The Fairy Godmother Advice Column

Dear Fairy Godmother: I work as the housekeeper for a collective of seven men. It’s a non-normative living situation, but it works for me. (I am estranged from my family, due to my stepmother being crazy.) Lately, however, I’ve been harassed by a woman trying to sell me apples. She is constantly offering me free samples and acting hurt when I don’t buy. My employers have forbidden me from letting anyone into their home, and I value their trust. But I also know there are a lot of prejudices about old women who wander around forests selling apples, and I don’t want to play into that.

Science Fiction

Advice from the Civil Temporal Defense League

Do: Be Aware of Strangers Who Ask You What Day It It. Be Aware of Strangers Who Ask You What Year It Is. Be Aware of Stunned Looking Strangers Who Murmur “Mom?” in The Squeeze-In Diner When You Stop By After School For a Chocolate Malt, Though Clearly You Have Never Given Birth to Them or to Anyone At All, Thank You Very Much. Be Aware of Strangers Wearing Clothing, Footwear, or Accessories That Seem Just A Few Years Out of Fashion or Incongruent With the Season, Climate, or Weather Forecast, or Perhaps Not Gender Appropriate Because No Woman Needs to Wear Trousers Anyway.

Fantasy

Hood Alchemy

You remember when those rappers robbed a bank and killed a cop, that summer the girls from Wing turned green? I didn’t think it was connected then—the robbery, the gold, and the hordes of teens who were rotting from the inside. But I know better now. Back in the day, we thought anyone signed to a record label was rich. We eyed the expensive Fila sneakers and trunk jewelry and thought of new money. We peeped the shiny album covers in Funk-O-Mart, heard Jazzy Jill’s song “Money, Mics & Madness” blaring from passing cars, and thought of mansions.

Science Fiction

The Heaven That They Never Knew

Ginger clings to the skin of Heaven, wrapped in deep, cold vacuum. She’s a speck in the void and her breath trembles inside her helmet. No sound in space. So she breathes. She has to stay grounded, keep her thoughts from shaking and drifting to hostile sensors. Heaven’s skin is a smooth, shimmering membrane enclosing the angelships. Heaven: a bubble the size of a small moon, seeded with egg-like metallic beings that chew and swallow and reap. Locusts with a taste for spirits; nothing holy in those devourers.

Fantasy

How to Abandon Your Sourdough Starter: A Recipe for Disaster

First, three stolen months ago, scroll through fifteen hundred wistful words about a white woman’s transformative trip to Egypt before getting to the recipe. Only absorb every fourth sentence because your fingers keep straying to refresh Twitter. Soak up words like “nourish” and “sacred grains” and “fauna,” but mostly just stare at the pictures of bread swaddled in linen and tucked inside wicker baskets like baby Moseses, sailing between islands of polished lemons on stone countertops.

Fantasy

In the Cold, Dark Sea

We didn’t ask you to come, not here, not now. Not into the deep, where we didn’t want you. Nor into our other waters, where we didn’t want you either. But you came anyway, with your ships and your harpoons and your chanting tunes. And we watched you slaughter our kin and dim their songs, and still, we did nothing. Until their blood ran red, in the cold, dark sea, and our anger ran true.

Science Fiction

Dissent: A Five-Course Meal (With Suggested Pairings)
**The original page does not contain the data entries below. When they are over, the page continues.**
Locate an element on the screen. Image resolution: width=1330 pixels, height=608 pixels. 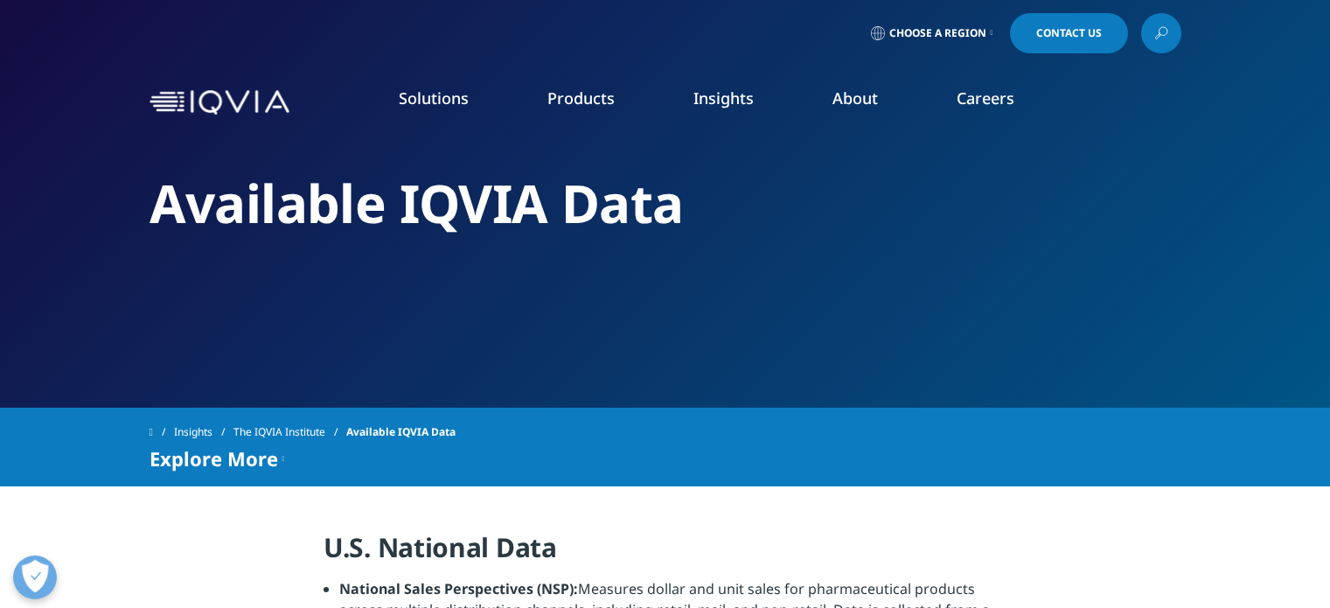
a: About is located at coordinates (855, 98). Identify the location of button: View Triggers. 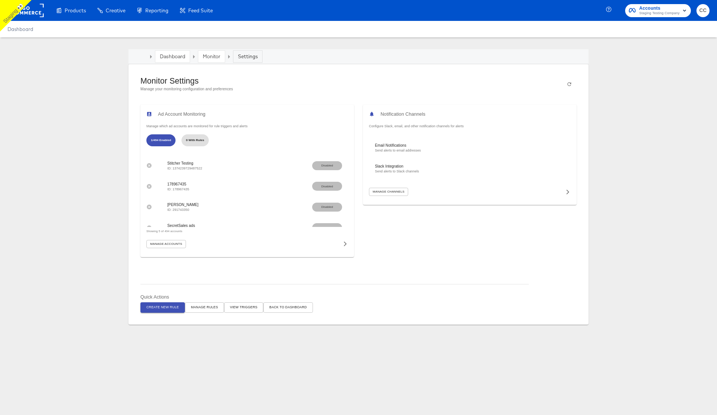
(244, 307).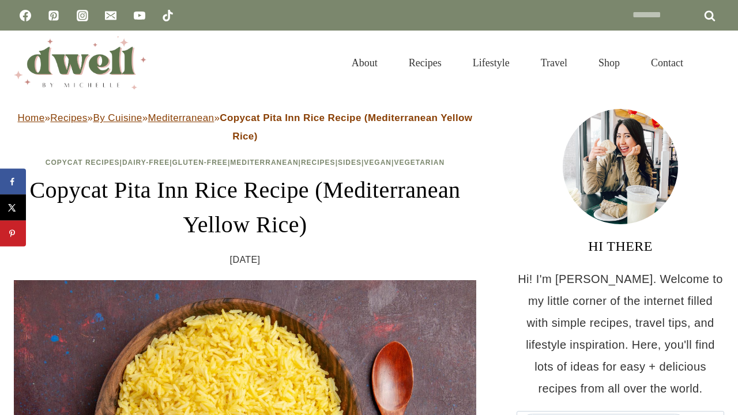 Image resolution: width=738 pixels, height=415 pixels. Describe the element at coordinates (80, 63) in the screenshot. I see `a: DWELL by michelle` at that location.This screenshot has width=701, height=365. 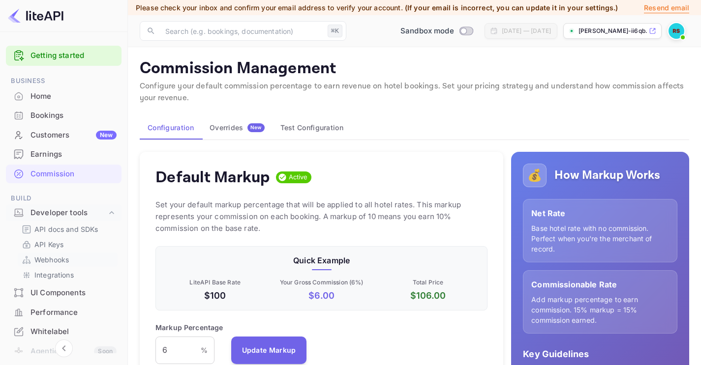 What do you see at coordinates (256, 127) in the screenshot?
I see `span: New` at bounding box center [256, 127].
AMUSE-BOUCHE: A pungent sourness builds at the back of your throat, slowly at first and then with a crescendo of intensity as you flip through the authorized news streams. A string of smiling state-approved anchors informs you that everything is fine, that things are finally looking up, that there is nothing to worry about for those who have done nothing wrong.

Fantasy

Writing You

Now that you are dead, we will write you a love letter. It was Achmat’s idea. He worries that in our loneliness, the two of us will become like parallel mirrors, reflecting upon each other an eternity of grief. You were the strong one, he says. Our centroid, he calls you. I disagree. You made us strong. That is why we will write you a letter. Perhaps it will make us strong enough to bear your passing.

Science Fiction

Fairy Tale

“Father? You’re staring at the stars again.”
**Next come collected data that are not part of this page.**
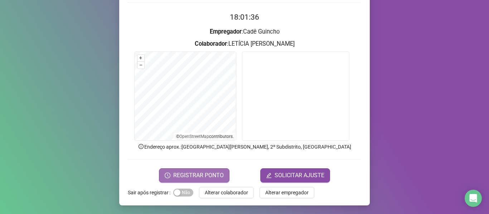 The width and height of the screenshot is (489, 214). Describe the element at coordinates (194, 176) in the screenshot. I see `button: REGISTRAR PONTO` at that location.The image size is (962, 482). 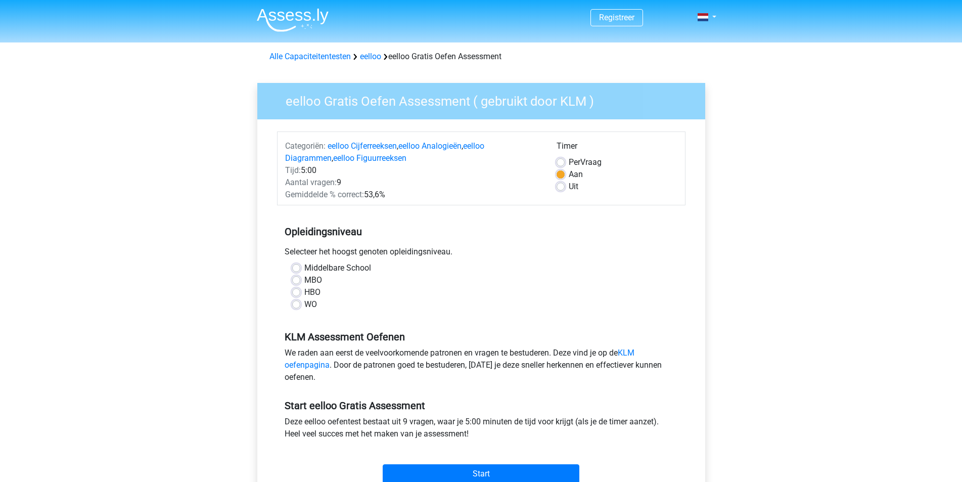 I want to click on div: Deze eelloo oefentest bestaat uit 9 vragen, waar je 5:00 minuten de tijd voor krijgt (als je de t..., so click(x=481, y=430).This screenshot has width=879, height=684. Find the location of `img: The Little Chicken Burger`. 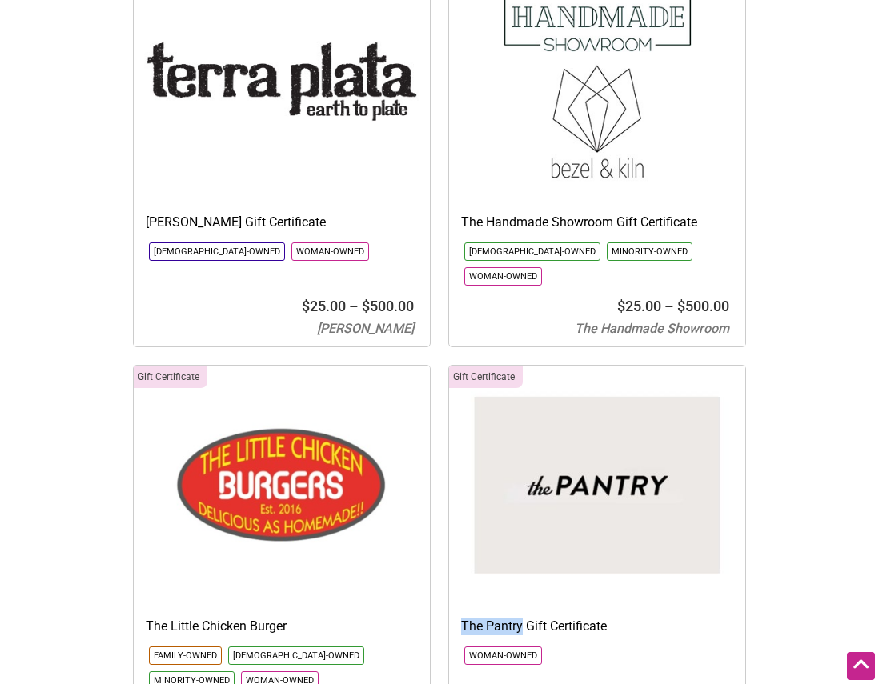

img: The Little Chicken Burger is located at coordinates (282, 486).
“It is what I have instead of television.”

“What’s television?”

“Something from the old days. A magic box that told stories.”

Fantasy

To Reach the Gate, She Must Leave Everything Behind

Death takes much and in return it offers Susan P—- only clarity. She finds herself in a great gray desert and knows her life has ended. Clad in a royal dress, she carries a bow and quiver, and a finely-carved ivory horn dangles from her throat. A tremor of fear shakes her. She’s not possessed such things in many years. Has she returned to His world? But Susan doesn’t recognize this bleak land, this starless black sky.